When Robert Swope, a senior at Georgetown University, submitted his regular column to the school newspaper last week criticizing the campus production of The Vagina Monologues, the editors of the Hoya were swift in rejecting it. Why? They thought the columnist's repeated attacks on the Women's Center (which sponsored the show last year) "hurt the newspaper's credibility." Swope says that since October, he has written only twice on women's issues, which may have been two times too many. He complained he was being censored, which led to his getting fired and the article being killed.

THE SCRAPBOOK has obtained the unpublished piece, which was certainly impolitic, since it provided verbatim quotes from the play, including the part in which an adult woman gets a 13-year-old girl drunk and has her way with her. When it's all over, the grateful girl says, "I'll never need to rely on a man." (For more on The Vagina Monologues, see David Brooks's "Our Bodies, Our Surgeons," in the Feb. 7 WEEKLY STANDARD.)

Swope finds it incongruous that the nation's oldest Catholic university is staging a play in which audiences cheer a lesbian seduction. He makes the obvious point that if a man "had gotten her liquored-up and then had sex with her, rational people . . . would consider that rape."

Georgetown was last in the news when the leaders of the Jesuit institution were resisting a student movement to restore crucifixes to the classroom. Celebrations of lesbian rape are apparently another matter. And for some reason, says a bemused Swope, administrators still pretend to be baffled when conservative students complain that the school is losing its Catholic identity.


Assigned task.
In the data below, find the line containing "Image is 868x395 pixels." and the line containing "Image is 644x305 pixels.", then reproduce them and every line between, exactly. Omit pictures.

════════

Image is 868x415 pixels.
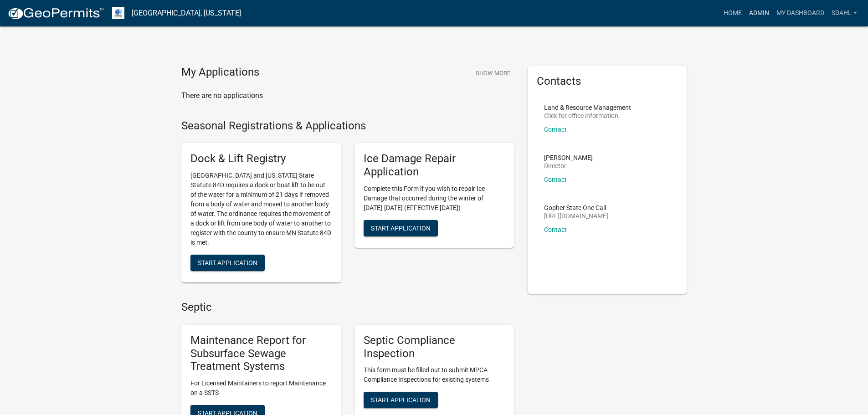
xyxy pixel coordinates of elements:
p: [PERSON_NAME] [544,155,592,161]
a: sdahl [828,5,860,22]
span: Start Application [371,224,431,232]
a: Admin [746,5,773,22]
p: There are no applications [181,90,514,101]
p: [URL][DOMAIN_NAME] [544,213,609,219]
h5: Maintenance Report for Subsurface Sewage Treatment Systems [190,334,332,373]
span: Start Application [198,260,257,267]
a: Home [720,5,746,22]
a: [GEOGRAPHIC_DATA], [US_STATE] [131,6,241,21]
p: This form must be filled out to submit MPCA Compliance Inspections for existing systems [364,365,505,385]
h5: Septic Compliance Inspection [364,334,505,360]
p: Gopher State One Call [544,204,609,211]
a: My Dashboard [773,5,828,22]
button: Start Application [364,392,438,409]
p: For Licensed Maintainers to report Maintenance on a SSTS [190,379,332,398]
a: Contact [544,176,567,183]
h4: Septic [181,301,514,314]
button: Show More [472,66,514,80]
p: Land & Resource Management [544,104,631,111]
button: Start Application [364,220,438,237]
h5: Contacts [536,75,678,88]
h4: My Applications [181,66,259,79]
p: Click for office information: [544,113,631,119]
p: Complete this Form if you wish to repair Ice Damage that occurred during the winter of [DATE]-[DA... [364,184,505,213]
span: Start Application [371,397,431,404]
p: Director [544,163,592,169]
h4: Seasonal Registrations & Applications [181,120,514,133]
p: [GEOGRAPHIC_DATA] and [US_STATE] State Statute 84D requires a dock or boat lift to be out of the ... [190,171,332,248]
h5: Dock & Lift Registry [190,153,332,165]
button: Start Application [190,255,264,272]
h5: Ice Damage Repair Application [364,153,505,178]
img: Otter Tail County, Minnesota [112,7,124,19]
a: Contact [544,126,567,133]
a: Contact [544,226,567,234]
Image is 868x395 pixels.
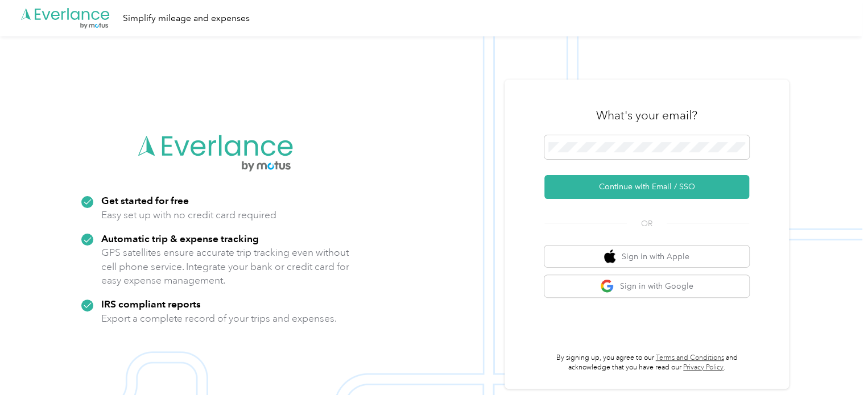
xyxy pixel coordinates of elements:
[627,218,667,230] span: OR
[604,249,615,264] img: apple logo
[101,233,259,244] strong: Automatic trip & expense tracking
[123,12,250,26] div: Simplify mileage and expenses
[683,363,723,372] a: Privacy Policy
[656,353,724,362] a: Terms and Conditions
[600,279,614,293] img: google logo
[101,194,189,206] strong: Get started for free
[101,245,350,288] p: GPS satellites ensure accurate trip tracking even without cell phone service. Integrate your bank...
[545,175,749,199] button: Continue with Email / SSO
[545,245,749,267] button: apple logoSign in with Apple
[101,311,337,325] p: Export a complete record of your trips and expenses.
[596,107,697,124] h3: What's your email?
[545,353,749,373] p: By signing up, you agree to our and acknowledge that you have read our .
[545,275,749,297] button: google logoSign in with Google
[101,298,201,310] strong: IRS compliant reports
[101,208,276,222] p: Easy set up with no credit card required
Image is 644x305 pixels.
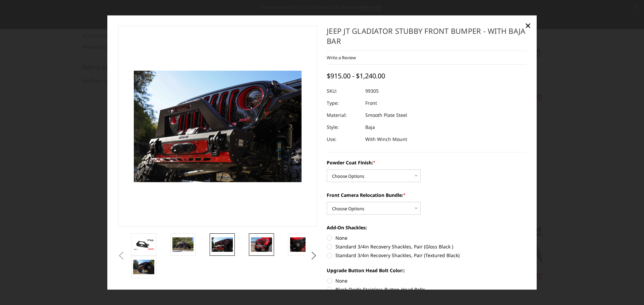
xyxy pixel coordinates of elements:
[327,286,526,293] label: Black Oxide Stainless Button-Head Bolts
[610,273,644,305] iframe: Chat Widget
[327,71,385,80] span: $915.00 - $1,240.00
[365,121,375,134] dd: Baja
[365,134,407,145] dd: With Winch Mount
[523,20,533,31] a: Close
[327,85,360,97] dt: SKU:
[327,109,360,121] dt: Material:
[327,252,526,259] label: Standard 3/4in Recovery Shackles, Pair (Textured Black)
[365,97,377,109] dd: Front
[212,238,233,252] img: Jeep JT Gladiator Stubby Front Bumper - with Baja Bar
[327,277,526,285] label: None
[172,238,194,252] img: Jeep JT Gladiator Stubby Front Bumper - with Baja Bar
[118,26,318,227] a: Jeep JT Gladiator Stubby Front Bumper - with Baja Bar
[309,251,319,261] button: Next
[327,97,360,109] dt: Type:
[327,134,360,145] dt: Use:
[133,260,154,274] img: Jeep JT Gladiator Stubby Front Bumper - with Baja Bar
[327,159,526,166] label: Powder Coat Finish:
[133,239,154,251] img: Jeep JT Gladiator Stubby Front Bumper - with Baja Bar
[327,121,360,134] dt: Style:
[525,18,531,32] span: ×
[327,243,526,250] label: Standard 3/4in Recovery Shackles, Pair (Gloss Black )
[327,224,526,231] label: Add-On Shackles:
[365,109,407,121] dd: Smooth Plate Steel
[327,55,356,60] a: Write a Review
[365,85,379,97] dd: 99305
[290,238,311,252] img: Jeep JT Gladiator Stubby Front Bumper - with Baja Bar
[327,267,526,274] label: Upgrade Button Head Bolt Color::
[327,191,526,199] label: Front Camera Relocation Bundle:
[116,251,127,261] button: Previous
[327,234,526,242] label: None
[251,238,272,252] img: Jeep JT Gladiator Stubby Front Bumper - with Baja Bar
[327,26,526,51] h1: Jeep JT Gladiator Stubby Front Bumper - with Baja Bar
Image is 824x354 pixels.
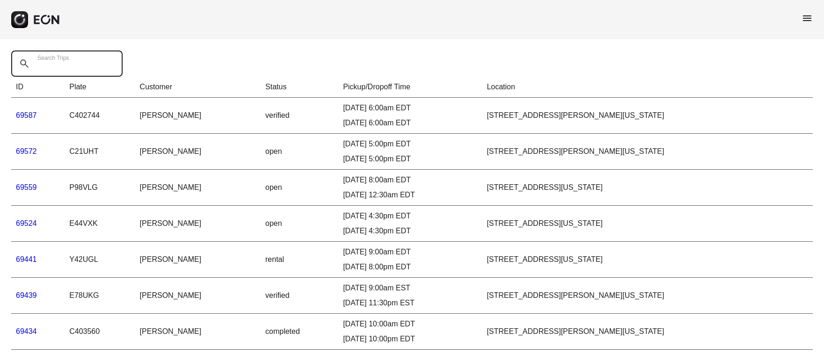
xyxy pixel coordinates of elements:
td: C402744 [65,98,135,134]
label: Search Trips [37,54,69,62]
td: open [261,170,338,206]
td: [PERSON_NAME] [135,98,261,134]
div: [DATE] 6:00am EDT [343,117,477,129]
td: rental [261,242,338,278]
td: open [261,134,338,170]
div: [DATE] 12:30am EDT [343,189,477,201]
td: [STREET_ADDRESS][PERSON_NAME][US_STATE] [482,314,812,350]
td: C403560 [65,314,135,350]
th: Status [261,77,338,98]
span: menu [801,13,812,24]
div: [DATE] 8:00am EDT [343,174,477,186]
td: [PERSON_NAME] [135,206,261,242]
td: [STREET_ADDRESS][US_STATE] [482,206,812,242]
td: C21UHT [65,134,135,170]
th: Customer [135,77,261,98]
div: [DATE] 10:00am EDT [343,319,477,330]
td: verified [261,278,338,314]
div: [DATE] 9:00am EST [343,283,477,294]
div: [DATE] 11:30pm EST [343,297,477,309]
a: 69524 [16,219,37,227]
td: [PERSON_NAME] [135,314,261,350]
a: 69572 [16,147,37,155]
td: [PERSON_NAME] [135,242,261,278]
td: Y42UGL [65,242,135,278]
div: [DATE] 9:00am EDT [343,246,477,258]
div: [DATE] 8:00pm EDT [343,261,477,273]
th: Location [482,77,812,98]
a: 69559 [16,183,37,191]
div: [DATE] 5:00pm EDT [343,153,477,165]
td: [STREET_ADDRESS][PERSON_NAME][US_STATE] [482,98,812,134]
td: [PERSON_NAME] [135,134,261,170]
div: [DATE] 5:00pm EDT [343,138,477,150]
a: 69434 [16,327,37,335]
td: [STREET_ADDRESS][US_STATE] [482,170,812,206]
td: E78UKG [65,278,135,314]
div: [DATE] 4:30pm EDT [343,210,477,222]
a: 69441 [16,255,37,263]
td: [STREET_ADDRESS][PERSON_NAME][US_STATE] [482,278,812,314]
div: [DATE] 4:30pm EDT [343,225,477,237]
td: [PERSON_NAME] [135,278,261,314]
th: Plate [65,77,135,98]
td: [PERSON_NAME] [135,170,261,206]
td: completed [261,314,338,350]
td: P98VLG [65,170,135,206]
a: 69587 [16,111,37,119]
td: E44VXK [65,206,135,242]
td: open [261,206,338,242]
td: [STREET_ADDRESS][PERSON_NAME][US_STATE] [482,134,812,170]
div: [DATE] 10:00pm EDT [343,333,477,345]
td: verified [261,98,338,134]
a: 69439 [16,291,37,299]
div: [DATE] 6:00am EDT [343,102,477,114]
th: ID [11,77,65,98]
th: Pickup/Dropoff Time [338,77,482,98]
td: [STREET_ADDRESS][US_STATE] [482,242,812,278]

════════

Result.
Image is 868x395 pixels.
xyxy pixel coordinates of elements:
[627,218,667,230] span: OR
[604,249,615,264] img: apple logo
[101,233,259,244] strong: Automatic trip & expense tracking
[123,12,250,26] div: Simplify mileage and expenses
[683,363,723,372] a: Privacy Policy
[656,353,724,362] a: Terms and Conditions
[600,279,614,293] img: google logo
[101,194,189,206] strong: Get started for free
[101,245,350,288] p: GPS satellites ensure accurate trip tracking even without cell phone service. Integrate your bank...
[545,175,749,199] button: Continue with Email / SSO
[545,245,749,267] button: apple logoSign in with Apple
[101,311,337,325] p: Export a complete record of your trips and expenses.
[596,107,697,124] h3: What's your email?
[545,353,749,373] p: By signing up, you agree to our and acknowledge that you have read our .
[545,275,749,297] button: google logoSign in with Google
[101,298,201,310] strong: IRS compliant reports
[101,208,276,222] p: Easy set up with no credit card required
Image is 644x305 pixels.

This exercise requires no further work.